The University and Social Justice

$37.00

Struggles Across the Globe

edited by Aziz Choudry and Salim Vally

Higher education has long been contested terrain. From student movements to staff unions, the fight for accessible, critical and quality public education has turned university campuses globally into sites of struggle.

Whether calling for the decommodification or the decolonisation of education, many of these struggles have attempted to draw on (and in turn, resonate with) longer histories of popular resistance, broader social movements and radical visions of a fairer world. In this critical collection, Aziz Choudry, Salim Vally and a host of international contributors bring grounded, analytical accounts of diverse struggles relating to higher education into conversation with each other.

Featuring contributions written by students and staff members on the frontline of struggles from 12 different countries, including Canada, Chile, France, India, Mexico, Nigeria, Occupied Palestine, the Philippines, South Africa, Turkey, the UK and the USA, the book asks what can be learned from these movements’ strategies, demands and visions.

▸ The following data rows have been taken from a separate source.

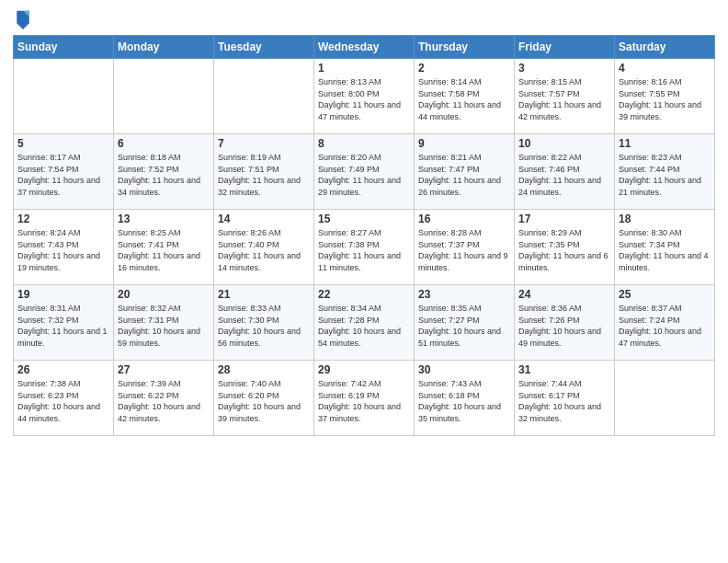  What do you see at coordinates (364, 99) in the screenshot?
I see `day-info: Sunrise: 8:13 AM Sunset: 8:00 PM Dayligh…` at bounding box center [364, 99].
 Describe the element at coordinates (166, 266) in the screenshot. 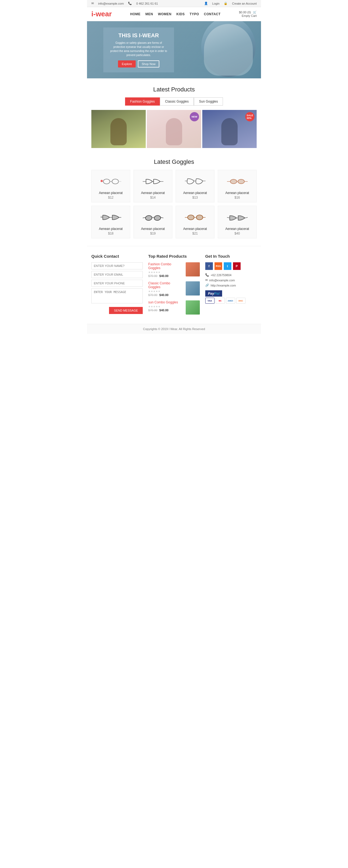

I see `rated-name-1: Fashion Combo Goggles` at that location.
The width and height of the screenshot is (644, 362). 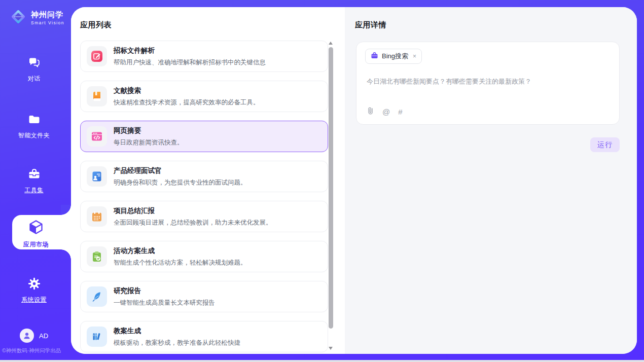 I want to click on app-list-title: 应用列表, so click(x=96, y=25).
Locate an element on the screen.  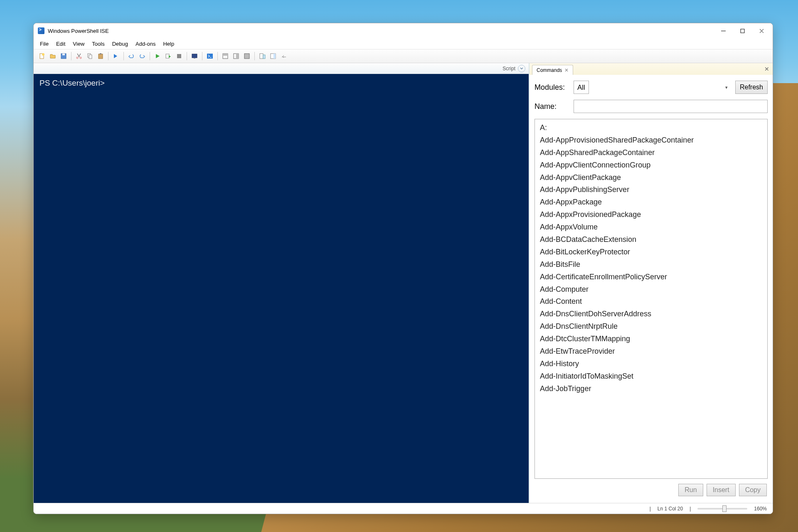
save-button is located at coordinates (64, 56).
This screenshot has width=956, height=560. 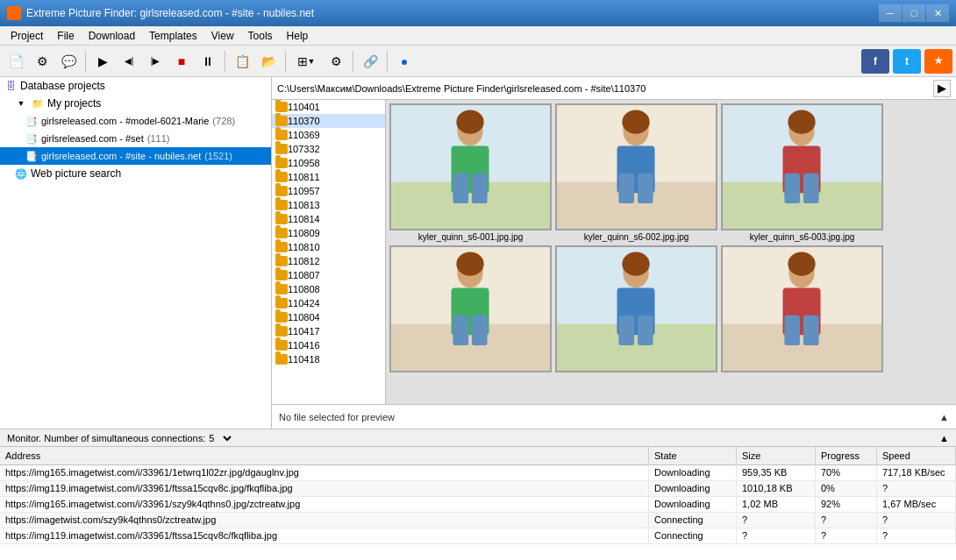 I want to click on facebook-button: f, so click(x=875, y=61).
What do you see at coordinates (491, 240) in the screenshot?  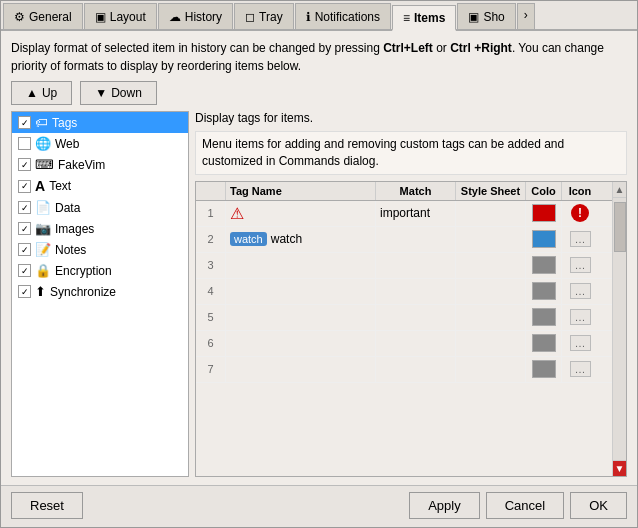 I see `row-2-style-sheet` at bounding box center [491, 240].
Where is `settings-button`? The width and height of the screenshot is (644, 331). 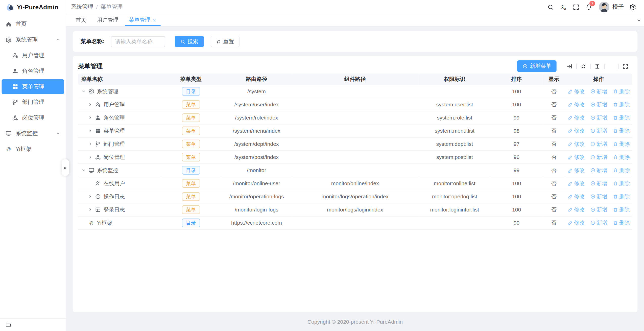
settings-button is located at coordinates (633, 7).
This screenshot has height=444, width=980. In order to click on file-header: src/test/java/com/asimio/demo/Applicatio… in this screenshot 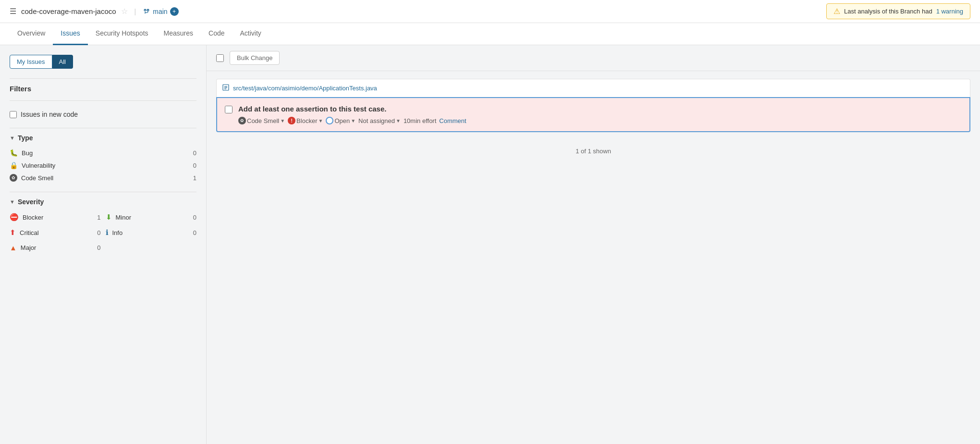, I will do `click(593, 88)`.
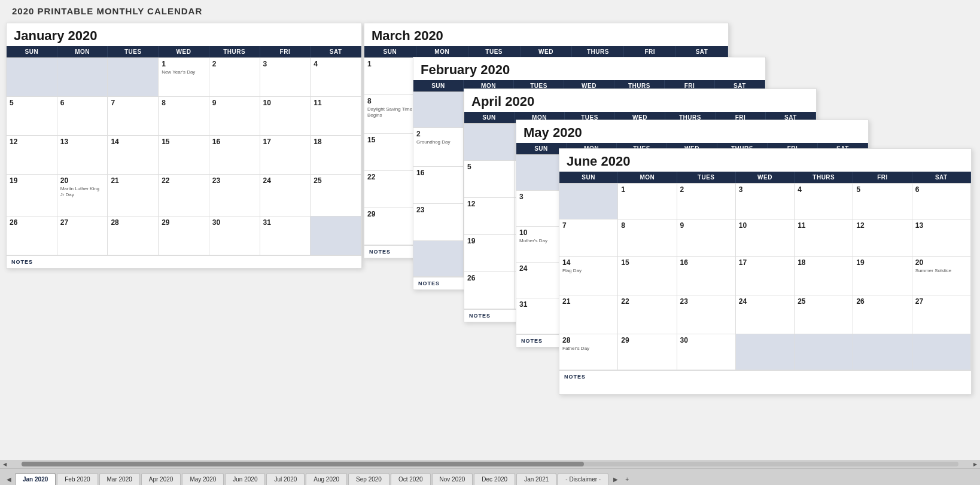 The height and width of the screenshot is (485, 980). I want to click on horizontal-scrollbar: ◀ ▶, so click(490, 464).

Paperback | 272 pages | Pluto Press | 2020


Aziz Choudry was Associate Professor and Canada Research Chair in Social Movement Learning and Knowledge Production in the Department of Integrated Studies in Education, McGill University, and Visiting Professor at the Centre for Education Rights and Transformation (CERT), University of Johannesburg. He is editor of The University and Social Justice, Activists and the Surveillance State and Just Work? Migrant Workers’ Struggles Today (Pluto, 2020, 2019, 2016).

Salim Vally is Professor and Director of the Centre for Education Rights and Transformation (CERT) at the University of Johannesburg and the National Research Foundation’s South African Research Initiative’s Chair in Community, Adult and Workers Education (CAWE). He is co-editor with Enver Motala of Education, Economy and Society, and with Aziz Choudry of Reflections on Knowledge, Learning and Social Movements: History’s Schools.